The Seven Poor Travellers
by [?]

Through pits of mire, and pools of rain; along deep ditches, once roads, that were pounded and ploughed to pieces by artillery, heavy waggons, tramp of men and horses, and the struggle of every wheeled thing that could carry wounded soldiers; jolted among the dying and the dead, so disfigured by blood and mud as to be hardly recognisable for humanity; undisturbed by the moaning of men and the shrieking of horses, which, newly taken from the peaceful pursuits of life, could not endure the sight of the stragglers lying by the wayside, never to resume their toilsome journey; dead, as to any sentient life that was in it, and yet alive,–the form that had been Lieutenant Richard Doubledick, with whose praises England rang, was conveyed to Brussels.
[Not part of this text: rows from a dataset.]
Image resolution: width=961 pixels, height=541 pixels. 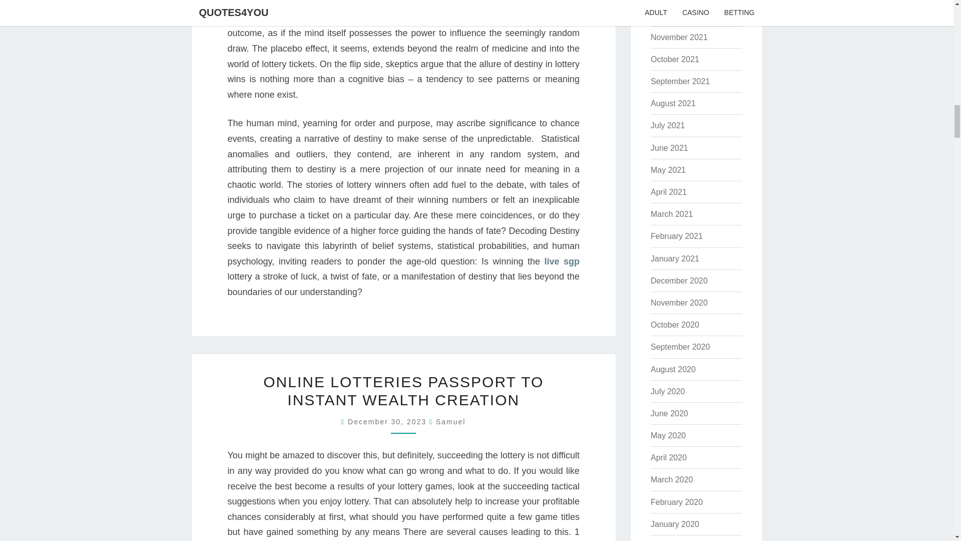 What do you see at coordinates (388, 421) in the screenshot?
I see `10:08 am` at bounding box center [388, 421].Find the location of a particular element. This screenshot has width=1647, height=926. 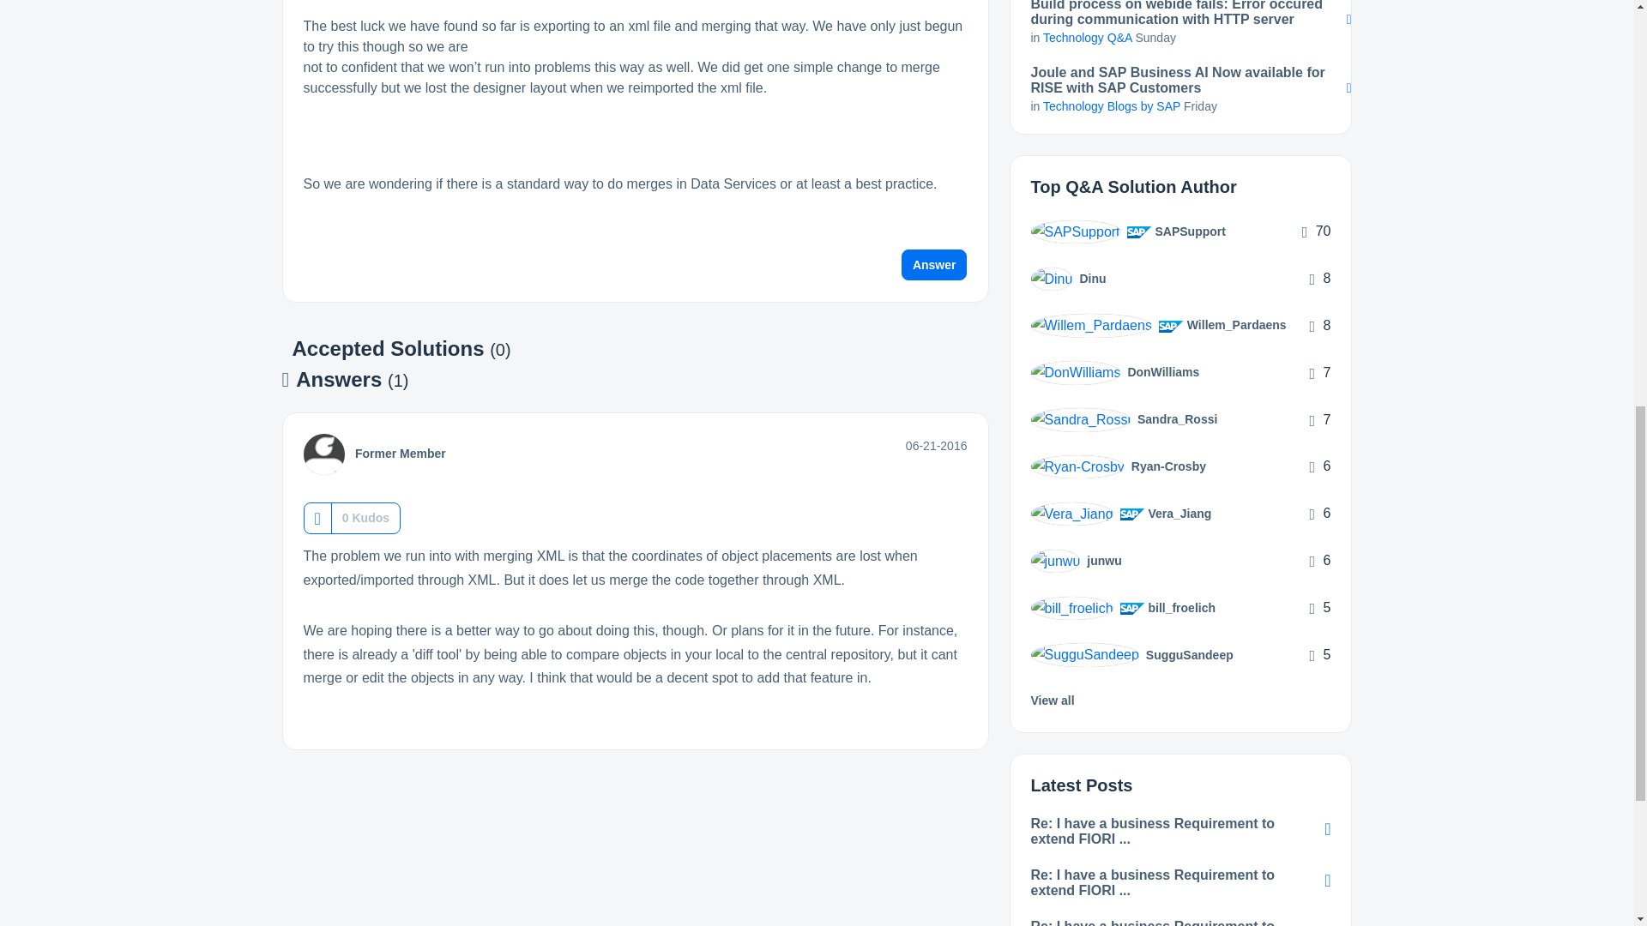

The total number of kudos this post has received. is located at coordinates (365, 518).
There it was tenderly laid down in hospital; and there it lay, week after week, through the long bright summer days, until the harvest, spared by war, had ripened and was gathered in.

Over and over again the sun rose and set upon the crowded city; over and over again the moonlight nights were quiet on the plains of Waterloo: and all that time was a blank to what had been Lieutenant Richard Doubledick. Rejoicing troops marched into Brussels, and marched out; brothers and fathers, sisters, mothers, and wives, came thronging thither, drew their lots of joy or agony, and departed; so many times a day the bells rang; so many times the shadows of the great buildings changed; so many lights sprang up at dusk; so many feet passed here and there upon the pavements; so many hours of sleep and cooler air of night succeeded: indifferent to all, a marble face lay on a bed, like the face of a recumbent statue on the tomb of Lieutenant Richard Doubledick.
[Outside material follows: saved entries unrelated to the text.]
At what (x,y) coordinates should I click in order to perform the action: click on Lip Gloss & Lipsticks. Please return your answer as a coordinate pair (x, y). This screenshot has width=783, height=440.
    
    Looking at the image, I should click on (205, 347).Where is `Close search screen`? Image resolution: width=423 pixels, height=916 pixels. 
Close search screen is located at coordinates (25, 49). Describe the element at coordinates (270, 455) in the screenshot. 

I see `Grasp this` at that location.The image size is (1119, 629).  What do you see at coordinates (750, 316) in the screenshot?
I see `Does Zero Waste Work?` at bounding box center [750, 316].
Slowly labouring, at last, through a long heavy dream of confused time and place, presenting faint glimpses of army surgeons whom he knew, and of faces that had been familiar to his youth,–dearest and kindest among them, Mary Marshall’s, with a solicitude upon it more like reality than anything he could discern,–Lieutenant Richard Doubledick came back to life. To the beautiful life of a calm autumn evening sunset, to the peaceful life of a fresh quiet room with a large window standing open; a balcony beyond, in which were moving leaves and sweet-smelling flowers; beyond, again, the clear sky, with the sun full in his sight, pouring its golden radiance on his bed.

It was so tranquil and so lovely that he thought he had passed into another world. And he said in a faint voice, “Taunton, are you near me?”

A face bent over him. Not his, his mother’s.

“I came to nurse you. We have nursed you many weeks. You were moved here long ago. Do you remember nothing?”

“Nothing.”

The lady kissed his cheek, and held his hand, soothing him.

“Where is the regiment? What has happened? Let me call you mother. What has happened, mother?”

“A great victory, dear. The war is over, and the regiment was the bravest in the field.”

His eyes kindled, his lips trembled, he sobbed, and the tears ran down his face. He was very weak, too weak to move his hand.

“Was it dark just now?” he asked presently.

“No.”

“It was only dark to me? Something passed away, like a black shadow. But as it went, and the sun–O the blessed sun, how beautiful it is!–touched my face, I thought I saw a light white cloud pass out at the door. Was there nothing that went out?”

She shook her head, and in a little while he fell asleep, she still holding his hand, and soothing him.

From that time, he recovered. Slowly, for he had been desperately wounded in the head, and had been shot in the body, but making some little advance every day. When he had gained sufficient strength to converse as he lay in bed, he soon began to remark that Mrs. Taunton always brought him back to his own history. Then he recalled his preserver’s dying words, and thought, “It comforts her.”